Working through some challenging years has left her stronger and happier. "I changed my singing teacher, I sorted my home life out and I believe my baptism was a big part of it," she says. "I found a church that offered a loving, safe and accepting environment for me beyond my job." Feeling nurtured and comforted by her faith made all the difference, she says. "It had felt literally as if my voice, my ability to communicate, had been taken away from me. But then, because I felt more relaxed, I could sing – and feeling comfortable with my singing, I started enjoying it again." Eventually she decided: "I'm lucky! I'm not going to start wishing for what I've not got; I'm going to celebrate what I have."

Roocroft fell in love with singing and acting when she was a child in Coppull, Lancashire. "In those days everyone sang: there were choirs, competitions and festivals, so she played for them and I always heard her. I learnt the piano and the cornet and I played in a brass band." But it was singing that attracted her most: "I never stopped wanting to do it and it was always classical music – I didn't want to be the next Britney."

She hit the headlines in her early twenties after graduating from the Royal Northern College of Music. She won a slew of important prizes and countless critical plaudits. The Royal Opera House booked her to sing Pamina in The Magic Flute when she was only 25 and engaged her every season for more than a decade; and she made a high-profile debut CD with the London Philharmonic under Franz Welser-Möst, released in 1995.

After the adulation came a backlash. "There was a huge furore those first few years," Roocroft agrees. "There was this attitude: 'Who does she think she is, when there are singers around with 20 years more experience?' I don't understand the youngsters on The X Factor who want to be famous and want to be in Hello! magazine. That wasn't my intention. I wanted to be respected within my peer group. I didn't want to be famous, I didn't want to be rich, I just wanted to sing and I wanted people to think it was great to work with me."

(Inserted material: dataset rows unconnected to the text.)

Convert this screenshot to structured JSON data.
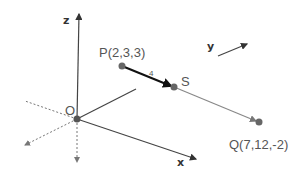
{
  "diagram": {
    "type": "3d-coordinate-vector-diagram",
    "axes": {
      "x_label": "x",
      "y_label": "y",
      "z_label": "z",
      "origin_label": "O"
    },
    "points": {
      "P": {
        "label": "P(2,3,3)"
      },
      "S": {
        "label": "S"
      },
      "Q": {
        "label": "Q(7,12,-2)"
      }
    },
    "segment_PS_length": "4",
    "colors": {
      "axis": "#444444",
      "point": "#666666",
      "vector_PS": "#111111",
      "vector_SQ": "#888888",
      "dotted": "#777777"
    }
  }
}
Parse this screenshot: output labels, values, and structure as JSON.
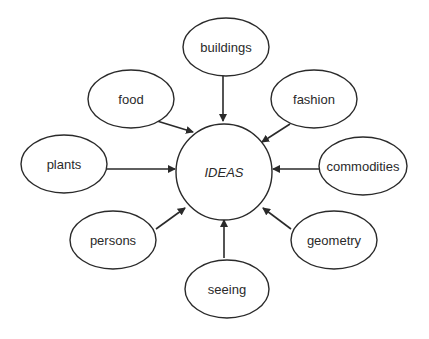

Last year she made a triumphant return to ENO, playing the extraordinary role of Emilia Marty in Janacek's The Makropoulos Case – a heroine who has cheated death for three centuries. "It was great – I got to be bad!" Roocroft grins (as a blonde lyric soprano, she used to find herself singing too many "good girl" heroines). Her role as Ellen Orford in Peter Grimes is utterly different. The story, based on the poem by George Crabbe and set on the Suffolk coast where Britten lived, describes the hounding to death of a fisherman whom locals suspect of abusing apprentices.

A few months ago Roocroft took the apparently modest step – though in classical terms it's still rather radical – of talking to the audience during her recital at the hallowed Wigmore Hall, bastion of the highest-level chamber music and Lieder. "I was so anxious to do my best," she says. "I'd done the same recital in Wigan and because they wanted me to talk – it's a different set-up there – they loved it. I loved it too and I thought: seriously, why should this be different because it's in London at the Wigmore Hall? Why can't I talk to the audience?"

Autumn will bring her back to Janacek at Welsh National Opera. There's a CD, too: Roocroft has woven songs by composers as diverse as Schubert, Schoenberg and Kurt Weill into an operatic-style story. Meanwhile she's looking forward to Marschallin in Strauss's Der Rosenkavalier at ENO. The character is an unhappily married aristocrat who gracefully gives up her much younger lover to a girl his own age – but Roocroft has other ideas. "Maybe at the end she should run off with the guy that cleans the pool!" she laughs. "That's the Marschallin I see: a feisty woman who likes sex."

Finding God certainly hasn't diminished the twinkle in Roocroft's eye: "It seems to be in my nature to swim against the tide," she admits. "Come the revolution I'm going to do the Marschallin in a different way – and I'm going to talk at the Wigmore Hall."